The Implementation Project End in Sight

 

The last five weeks have flown. After my arrival in Musoma, I started work the day after, meeting with the Management Team of the Church and explaining what I would be doing. I meet them again on Tuesday 5 March to outline the activities undertaken and hand to them responsibility for ongoing monitoring and ongoing implementation.

Since that initial meeting I have held 21 meetings with groups and individuals. I have met with sixty nine individuals, including senior staff who have been in meetings with their staff so I have met them at least twice. I have completed sixty nine documents, comprising plans for each senior leader's area, plus for heads of schools and other units across the diocese. I have also assisted the General Secretary in drafting new position descriptions for most staff across the area. I will finalise any that are not done in September when I expect to return.

I have also visited Bunda where I have spent two Saturdays with the faculty, outlining a distance education course from Sydney which will be provided on site by them for rural pastors, many of whom have worked as pastors with minimal training. The material requires reading and on the second visit staff indicated that for many of the target group, literacy would be  difficult as many have only a primary school ecucation.

Visits to two schools resulted in prearation of school plans with the two heads. Isenye is a former government school, handed over to the church in 1993 to be run as a secondary school as the government was unable due to its isolation to do so. Originally constructed in the 1960s, it would have been a day's journey on tracks, not roads back then.

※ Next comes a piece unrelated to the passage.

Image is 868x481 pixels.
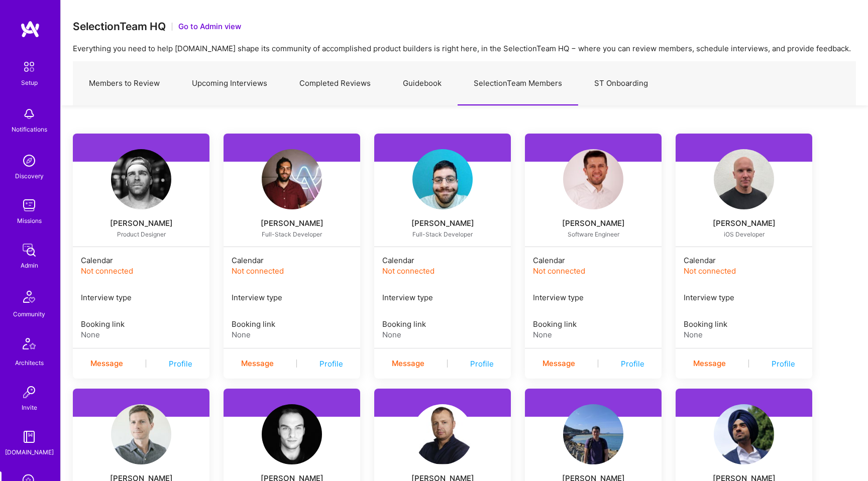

The sealed road goes withing 30kms of the school, which borders the Serengeti National Park and occasionally has elephants chomping on favoured trees on the school grounds.

A reminder to staff at Isenye School

The foundation stone recognises the opening of a
 thirty year old school after being
 transferred to the Anglican Church

Sange and Mary Wangoya


Bunda Girls School was my second school visit where I  saw the completed staff housing, the almost completed principal's residence and spent two hours with the builder going through the final fitout of the guesthouse which will receive 15 students from a girls' school in July for one week. The guesthouse is planned for visitors to the school and the hope is many will come.

It was the girls' lunch so I served a few girls
BGSS has started a small piggery
The head of Bunda Secondary Girls School
Tupone Mwamasage and I discussing the Education Plan
and developing the School Plan
These dorms at BGSS
were weretiled over
the 2023 Christmas break
and it is transformative



The education system in Tanzania is changing significantly. Primary schools which currently have ten classes (Baby, Pre Primary 1 and 2 and grades 1-7) will drop a pre-primary class and grade 7. All students will progress to secondary school. Currently there is a barrier at grade 7 and students who fail national exams finish their education at that juncture. Most significantly is that English will be taught in primary schools to prepare all Tanzanian children to be able to speak English as well as Swahili.

Secondary school will have two streams - in addition to the academic stream, a vocational stream is an option. This means bigs changes for all schools and the diocesan schools will need to do lots of planning. Secondary is forms one to four and high school is currently 5-6 but an additional year will mean seven years of high school.

The final full week was spent with various individuals and the Archdeacons, developing plans for them, the Youth Coordinator, IT and Communications Manager. I also met with the Mothers' Union secretary who wanted to discuss a business proposition buying and storing grain then selling when prices increase. I had done this with the BBC principal and he is purchaing 100 bags (100kg) of maize. Capital light but very profitable. All institutions apart from their core business also need to raise funds. There are no P&Cs or fundraising groups here so principals need to look at opportunities.

My final assignment is handing the implementation to the Diocesan Management Team on 5 March (I am finalising this blog on 10 March in Dar Es Salaam).